In my original letter I just set out, in very simple terms, the logic behind the America Recovery and Reinvestment Act, aka "the stimulus package."
During the Great Depression, an economist named Keynes wrote recessions are caused by "the paradox of thrift." Consumers are afraid to spend and investors are afraid to invest, so savings "leak out" of the economy. But more spending is just what the economy needs if it is going to recover. Unlike earlier economists, Keynes believed the economy could get stuck indefinitely in a recession.
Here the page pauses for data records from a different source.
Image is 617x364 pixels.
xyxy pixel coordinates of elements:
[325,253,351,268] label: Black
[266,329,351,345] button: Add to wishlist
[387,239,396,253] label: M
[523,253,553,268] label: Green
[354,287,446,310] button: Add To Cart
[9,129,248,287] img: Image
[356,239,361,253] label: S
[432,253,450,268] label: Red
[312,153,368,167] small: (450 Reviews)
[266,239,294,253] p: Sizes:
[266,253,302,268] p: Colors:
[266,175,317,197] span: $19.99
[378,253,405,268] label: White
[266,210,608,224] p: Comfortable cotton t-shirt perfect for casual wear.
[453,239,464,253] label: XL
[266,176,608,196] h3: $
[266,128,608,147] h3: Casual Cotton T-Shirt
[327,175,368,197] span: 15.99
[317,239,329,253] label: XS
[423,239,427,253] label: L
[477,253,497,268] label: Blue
For recovery to occur, Keynes reasoned, the government had to borrow enough money to close the gap between the actual GDP and the GDP needed to bring the economy to full employment. If the spending were directly financed through taxes, there would be no net gain in economic activity, so the government must operate at a deficit. That's the basic idea behind the stimulus package.
There are problems with that approach. As the economy recovers and approaches full employment, government borrowing "crowds out" private borrowing, so recovery slows. If government avoids that problem by creating money, inflation results. If government borrows from foreigners, the stream of interest payments leaks out of the United States into foreign economies, dampening American GDP.
Also, there is an opportunity cost to a large national debt. If we are paying hundreds of billions of dollars interest on the national debt, we are not using that income stream for other needs.
So Keynesians conclude that government should operate at deficit during a recession but balance the budget when the economy is at full employment and generate a surplus during inflationary periods.
Mr. Stathis also claims the Congressional Budget Office says the stimulus package will do nothing but waste money. Again not true. On the CBO's home page, you will find a letter to Sen. Chuck Grassley, R-Iowa, that outlines their forecasts as of March 2. The CBO says the economy will continue to contract through the third quarter of 2009 with or without the stimulus package.
But, with the ARRA, there will be between 900,000 and 2.3 million more jobs in fourth quarter of 2009 than there would otherwise be. In fourth quarter of 2010, there will be an additional 1.2 million to 3.6 million jobs, and an added 600,000 to 1.8 million jobs by fourth quarter of 2011. In other words, we will still have a long recession, but it will be much milder and the recovery quicker than otherwise.
To summarize, I believe the deficits run up during the past 30 years by Republican administrations have been mostly bad for the country. I am more pessimistic than the CBO about the depth and duration of the current recession, so I think the stimulus package is necessary, even given the enormous budget deficit that Obama inherited.